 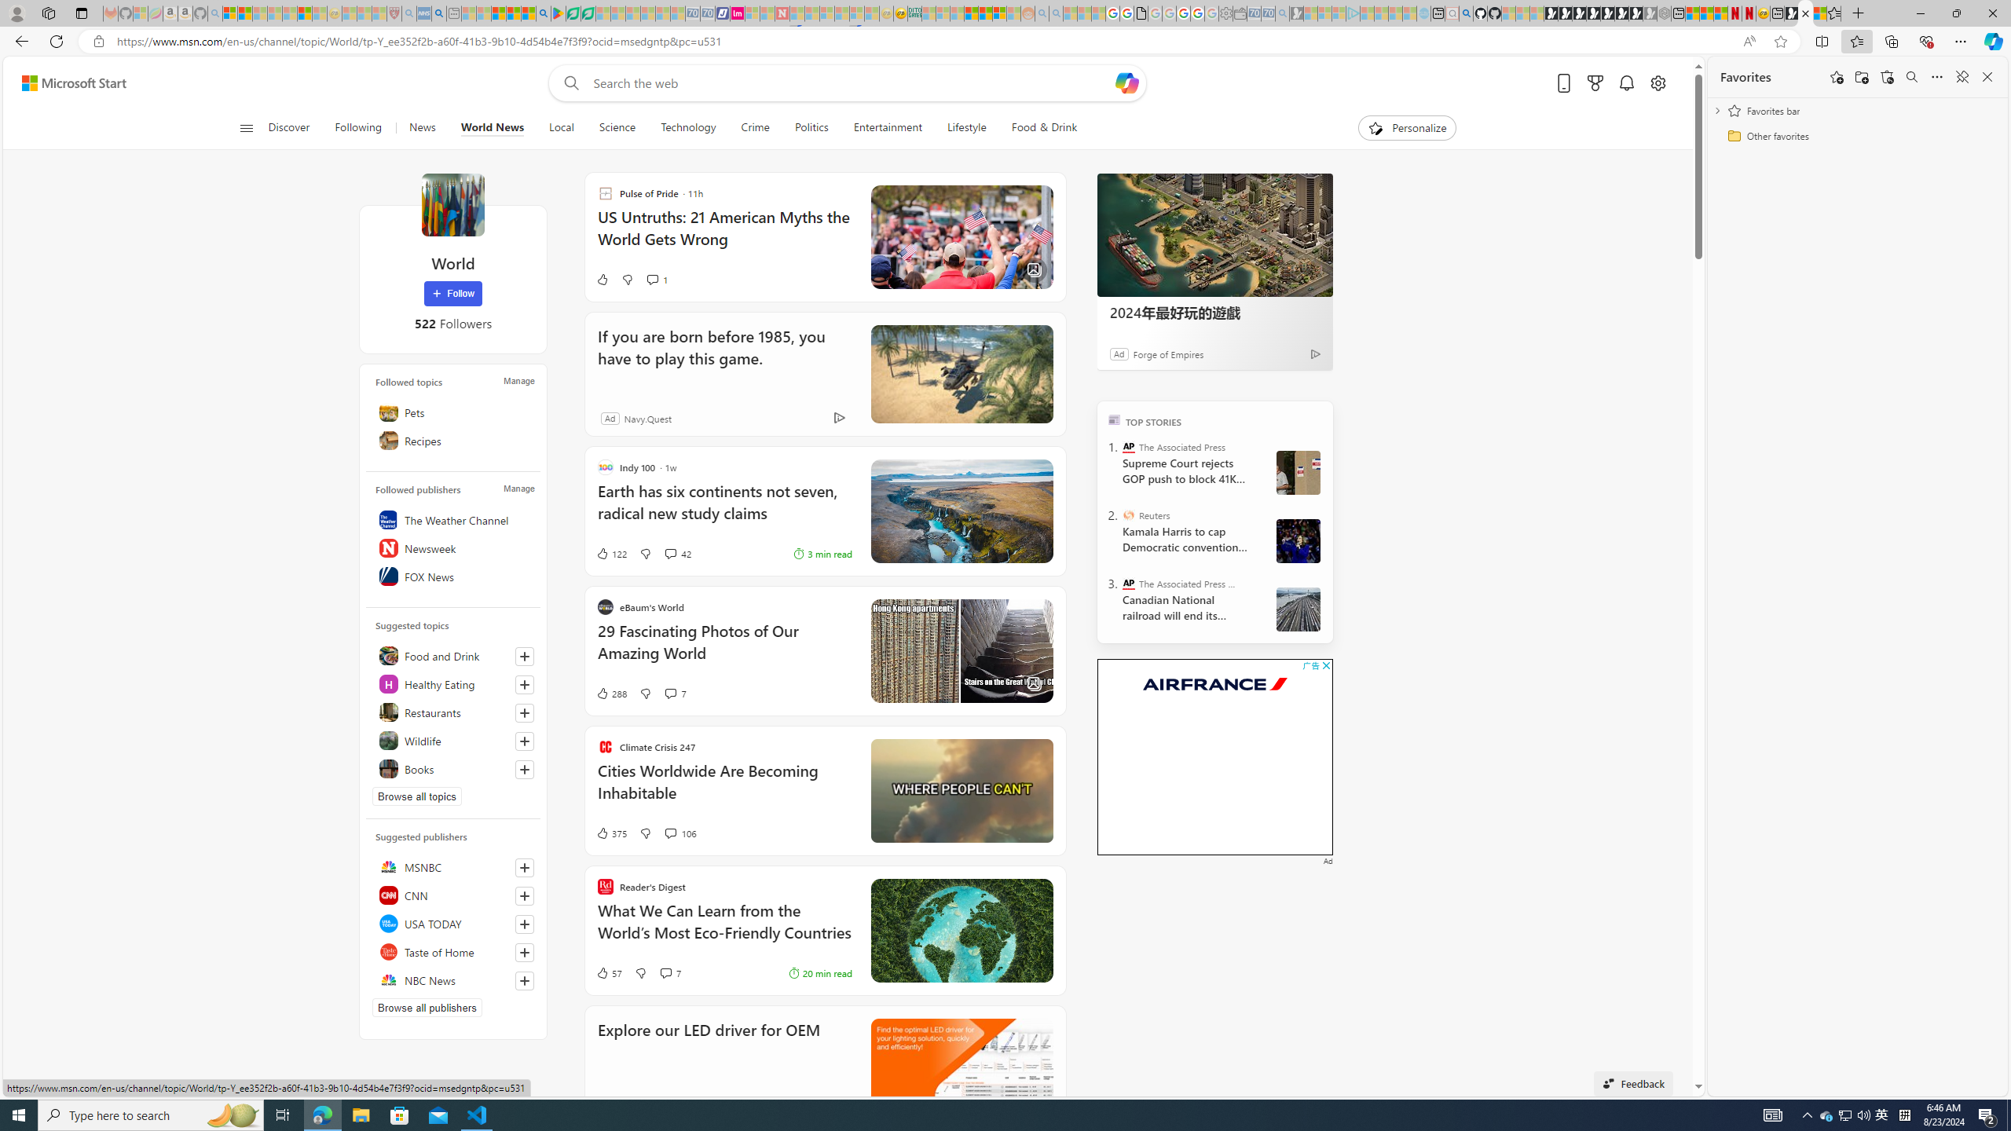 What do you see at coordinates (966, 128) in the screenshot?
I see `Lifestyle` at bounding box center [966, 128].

○ ○ ○

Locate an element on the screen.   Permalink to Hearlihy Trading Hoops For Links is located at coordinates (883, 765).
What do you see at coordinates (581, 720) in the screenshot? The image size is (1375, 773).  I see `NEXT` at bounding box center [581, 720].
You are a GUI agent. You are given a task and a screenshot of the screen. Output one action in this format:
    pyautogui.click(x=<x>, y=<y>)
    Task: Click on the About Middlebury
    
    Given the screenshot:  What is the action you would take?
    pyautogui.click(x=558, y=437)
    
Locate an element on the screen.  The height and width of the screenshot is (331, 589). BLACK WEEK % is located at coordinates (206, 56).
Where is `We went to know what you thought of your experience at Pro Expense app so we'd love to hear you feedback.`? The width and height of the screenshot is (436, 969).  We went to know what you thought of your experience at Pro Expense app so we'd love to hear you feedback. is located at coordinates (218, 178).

○ ○ ○

▶ **HOW TO COMPLETE THIS TASK**
Your answer must be every line from the listing above that holds the string "element".

▶ **ANSWER TO THE PROBLEM**
Locate an element on the screen.   Permalink to Hearlihy Trading Hoops For Links is located at coordinates (883, 765).
Locate an element on the screen.  The height and width of the screenshot is (331, 589). BLACK WEEK % is located at coordinates (206, 56).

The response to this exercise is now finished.